At a high level, your program is split in to 3 sections: code, data, and stack. The OS places these where it sees fit, and the memory manager controls what and where you can see stuff.

There are all sorts of things that can muddy these waters.

However.

If you want.

You can try having "markers" in your code. For example, put a function at the start of your file called "startHere()" and then one at the end called "endHere()". If you're lucky, for a single file program, you'll have a continuous blob of code between the function pointers for "startHere" and "endHere".

Same thing with static data. You can try the same concept if you're interested in that at all.

Will Hartung
+1  A: 

Assuming you are running on a mainstream operating system. You'll need help from the operating system to find out which addresses in your virtual memory space have mapped pages. For example, on Windows you'd use VirtualQueryEx(). The memory dump you'll get can be as large as two gigabytes, it isn't that likely you discover anything recognizable quickly.

Your debugger already allows you to inspect memory at arbitrary addresses.

Hans Passant
+2  A: 

Overview

What you're trying to do is absolutely possible, and there are even tools to help, but you'll have to do more legwork than I think you're expecting.

In your case, you're particularly interested in "where the variables lie." The system heap API on Windows will be an incredible help to you. The reference is really quite good, and though it won't be a single contiguous region the API will tell you where your variables are.

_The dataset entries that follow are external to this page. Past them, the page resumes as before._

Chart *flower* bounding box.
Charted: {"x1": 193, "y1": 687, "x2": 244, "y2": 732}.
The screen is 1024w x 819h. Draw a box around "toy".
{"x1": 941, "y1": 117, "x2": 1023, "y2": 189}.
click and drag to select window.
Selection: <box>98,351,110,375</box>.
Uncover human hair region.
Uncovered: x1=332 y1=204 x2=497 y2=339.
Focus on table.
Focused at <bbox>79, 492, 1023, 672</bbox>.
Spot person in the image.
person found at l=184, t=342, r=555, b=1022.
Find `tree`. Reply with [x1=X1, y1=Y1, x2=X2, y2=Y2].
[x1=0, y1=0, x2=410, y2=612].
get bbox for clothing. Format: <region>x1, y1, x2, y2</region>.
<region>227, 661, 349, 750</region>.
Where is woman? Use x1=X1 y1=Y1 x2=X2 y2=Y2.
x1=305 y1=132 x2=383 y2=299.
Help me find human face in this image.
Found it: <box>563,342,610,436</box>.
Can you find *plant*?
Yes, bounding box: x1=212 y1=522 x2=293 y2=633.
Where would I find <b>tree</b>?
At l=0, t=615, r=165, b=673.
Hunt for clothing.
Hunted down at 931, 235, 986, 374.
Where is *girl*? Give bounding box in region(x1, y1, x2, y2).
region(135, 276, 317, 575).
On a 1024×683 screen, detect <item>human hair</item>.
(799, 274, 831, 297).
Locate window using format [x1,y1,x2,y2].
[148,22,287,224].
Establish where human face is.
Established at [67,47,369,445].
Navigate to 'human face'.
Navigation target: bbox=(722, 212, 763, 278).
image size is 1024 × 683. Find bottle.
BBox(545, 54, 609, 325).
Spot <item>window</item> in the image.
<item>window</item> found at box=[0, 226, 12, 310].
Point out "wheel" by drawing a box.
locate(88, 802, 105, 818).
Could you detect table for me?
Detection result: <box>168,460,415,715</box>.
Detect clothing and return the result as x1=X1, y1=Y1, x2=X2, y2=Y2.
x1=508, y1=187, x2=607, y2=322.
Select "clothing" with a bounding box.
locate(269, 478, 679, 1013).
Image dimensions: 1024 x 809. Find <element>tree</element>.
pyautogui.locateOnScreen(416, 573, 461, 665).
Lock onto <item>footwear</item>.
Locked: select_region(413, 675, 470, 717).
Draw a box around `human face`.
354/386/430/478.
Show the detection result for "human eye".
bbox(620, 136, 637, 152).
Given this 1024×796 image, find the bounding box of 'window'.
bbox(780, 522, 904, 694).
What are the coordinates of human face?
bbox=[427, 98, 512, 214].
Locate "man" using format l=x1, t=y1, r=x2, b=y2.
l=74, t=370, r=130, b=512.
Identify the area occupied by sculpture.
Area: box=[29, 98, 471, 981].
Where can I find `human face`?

In general, though, not knowing anything about where your memory is laid out, you're going to have to do a sweep of the entire address space of the process. If you want only data, you'll have to do some filtering of that, too, because code and stack nonsense are also there. Lastly, to avoid seg-faulting while you dump the address space, you may need to add a segfault signal handler that lets you skip unmapped memory while you're dumping.

Process Memory Layout

What you will have, in a running process, is multiple disjoint stretches of memory to print out. They will include:

  1. Compiled code (read-only),
  2. Stack data (local variables),
  3. Static Globals (e.g. from shared libraries or in your program), and
  4. Dynamic heap data (everything from malloc or new).

The key to a reasonable dump of memory is being able to tell which range of addresses belongs to which family. That's your main job, when you're dumping the program. Some of this, you can do by reading the addresses of functions (1) and variables (2, 3 and 4), but if you want to print more than a few things, you'll need some help.

For this, we have...

Useful Tools

Rather than just blindly searching the address space from 0 to 2^64 (which, we all know, is painfully huge), you will want to employ OS and compiler developer tools to narrow down your search. Someone out there needs these tools, maybe even more than you do; it's just a matter of finding them. Here are a few of which I'm aware.

Disclaimer: I don't know many of the Windows equivalents for many of these things, though I'm sure they exist somewhere.

I've already mentioned the Windows system heap API. This is a best-case scenario for you. The more things you can find in this vein, the more accurate and easy your dump will be. Really, the OS and the C runtime know quite a bit about your program. It's a matter of extracting the information.

On Linux, memory types 1 and 3 are accessible through utilities like /proc/pid/maps. In /proc/pid/maps you can see the ranges of the address space reserved for libraries and program code. You can also see the protection bits; read-only ranges, for instance, are probably code, not data.

For Windows tips, Mark Russinovich has written some articles on how to learn about a Windows process's address space and where different things are stored. I imagine he might have some good pointers in there.